Racism is largely absent because it is, to use Al Gore’s pet phrase, inconvenient truth. Moreover it is a truth that is as plain as the nose on your face, to pile on another cliché. But it is a truth that must be ignored if we are to keep our future citizens in ignorance. And that is precisely what the rising rightwing proto-fascists (to borrow Henry Giroux’s term*) want in order to solidify and expand much of the political power they have already grabbed.

The threads of racism run through the social fabric of our country: in the wealth gap, in voter suppression, in subtle and not so subtle redlining and sundowning, in the grading of schools to reinforce the negative effects of poverty, in police brutality directed against blacks, in the over-population of our prisons with nonwhite inmates, and so much more. If we cannot teach this inconvenient truth, then we can never hope to change.

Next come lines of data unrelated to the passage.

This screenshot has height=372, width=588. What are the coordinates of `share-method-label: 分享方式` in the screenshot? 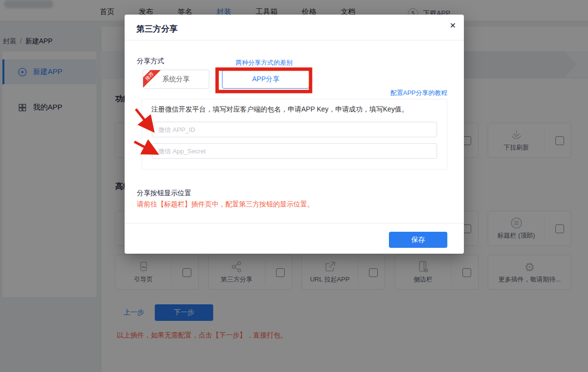 It's located at (150, 61).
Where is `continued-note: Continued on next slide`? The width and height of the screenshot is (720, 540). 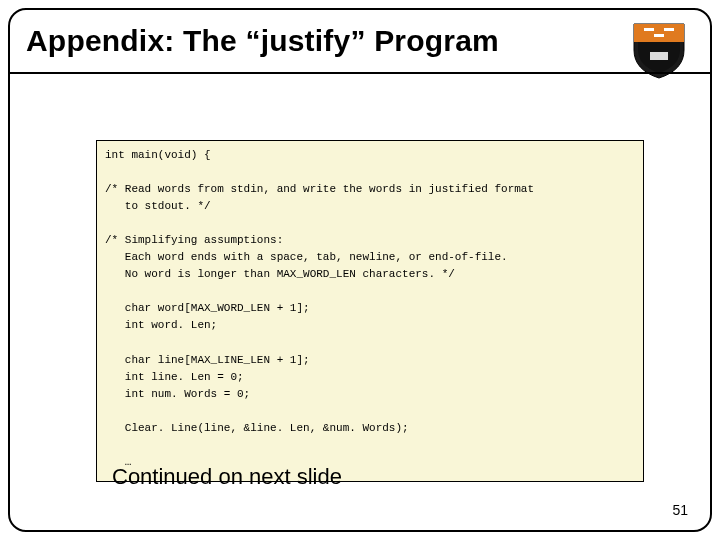 continued-note: Continued on next slide is located at coordinates (227, 477).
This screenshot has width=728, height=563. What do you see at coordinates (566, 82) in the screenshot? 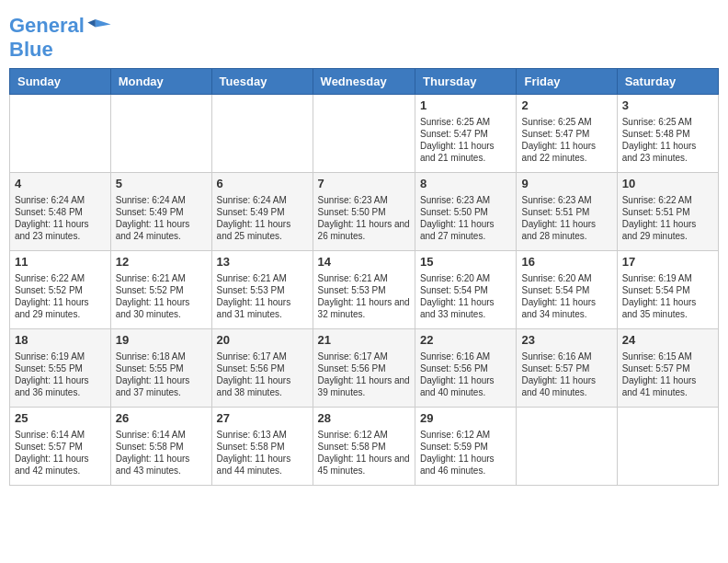
I see `day-header-friday: Friday` at bounding box center [566, 82].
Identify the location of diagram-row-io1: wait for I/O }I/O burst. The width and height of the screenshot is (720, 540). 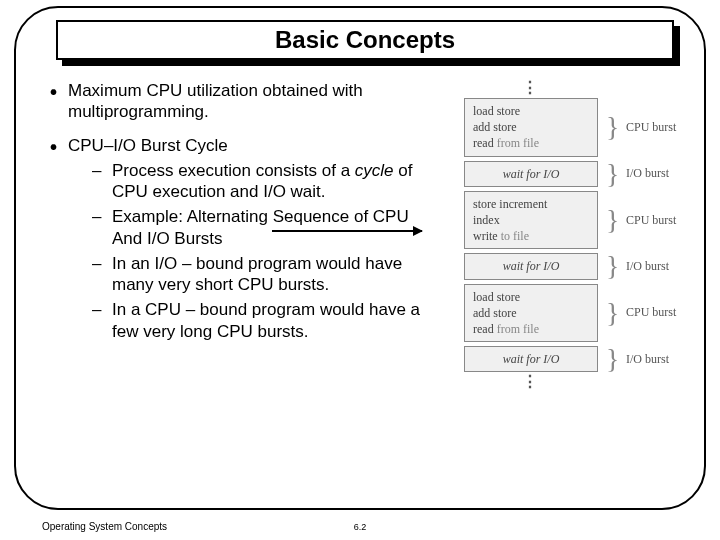
(583, 174).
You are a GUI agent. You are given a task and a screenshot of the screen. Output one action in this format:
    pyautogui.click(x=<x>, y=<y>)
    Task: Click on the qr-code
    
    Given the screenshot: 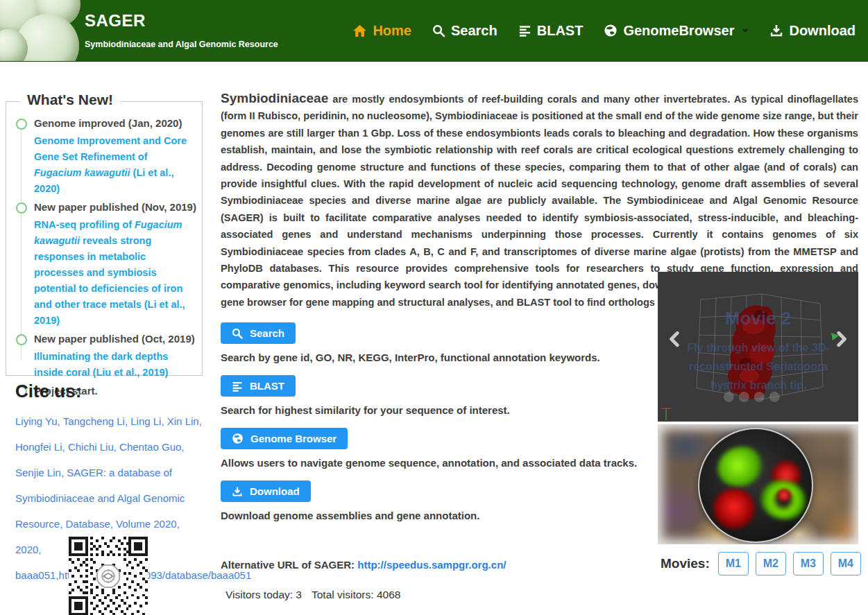 What is the action you would take?
    pyautogui.click(x=108, y=575)
    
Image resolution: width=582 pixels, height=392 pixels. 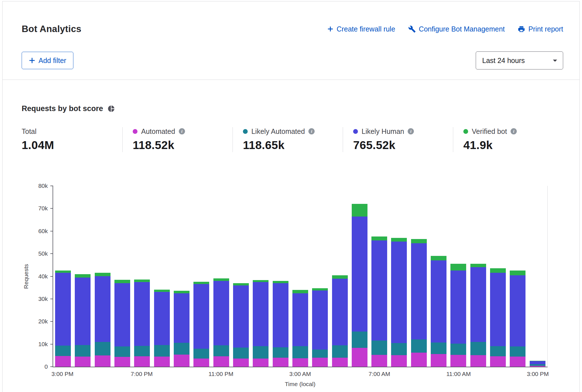 What do you see at coordinates (48, 60) in the screenshot?
I see `add-filter-button: Add filter` at bounding box center [48, 60].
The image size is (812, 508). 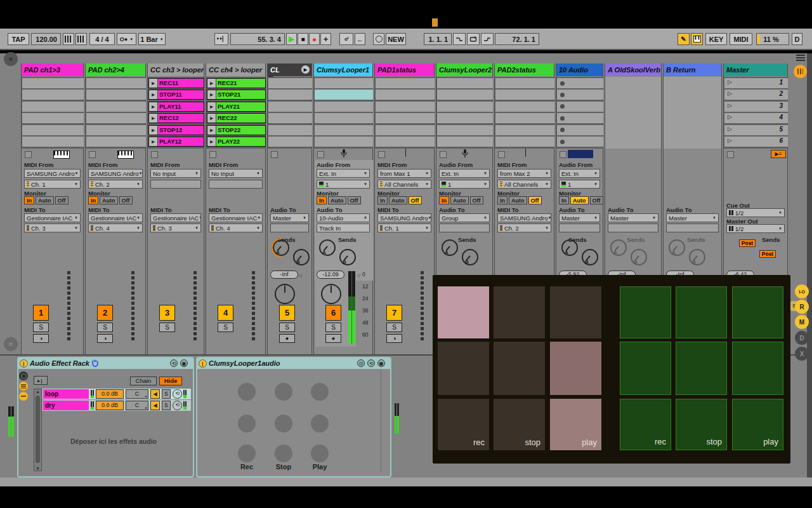 What do you see at coordinates (38, 430) in the screenshot?
I see `chain-scrollbar: ▲ ▼` at bounding box center [38, 430].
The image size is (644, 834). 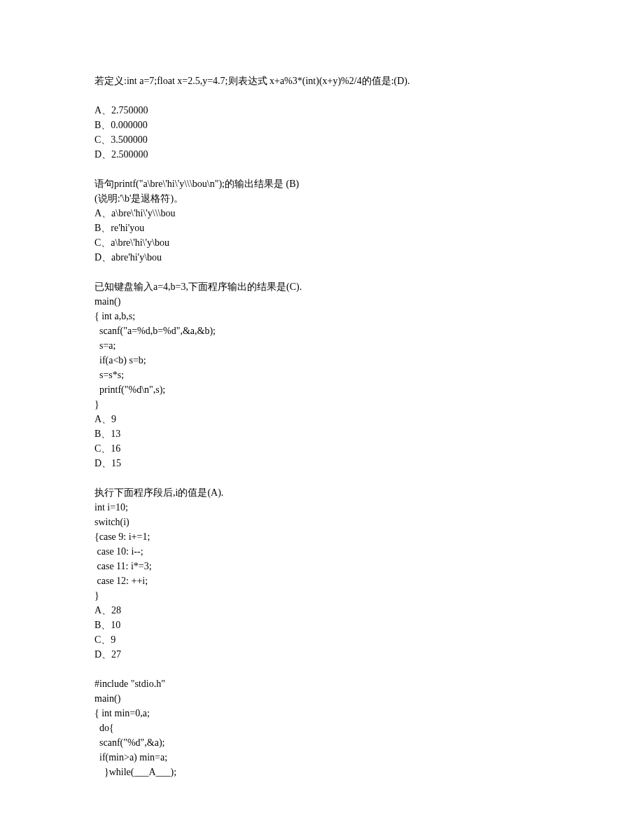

Writing in a recent article** Henry Giroux commented, “The United States has become a country that is proud of what it should be ashamed of.” That sentence calls to mind all of the recent waving of the Confederate battle flag by “patriots” hiding behind “heritage” to flaunt their fundamental racism.

Truth. How inconvenient.


Where are the rebels in our classrooms, our administrative offices, our school board meetings, our parent associations, our legislative bodies, who are willing to speak truth not merely to power, but to our children who deserve it most?


*Henry A. Giroux. Proto-Fascism in America: Neoliberalism and the Demise of Democracy, 2004.
**Henry A. Giroux. “The Racist Killing Fields in the U.S.: The Death of Sandra Bland.” TruthOut, July 19, 2015.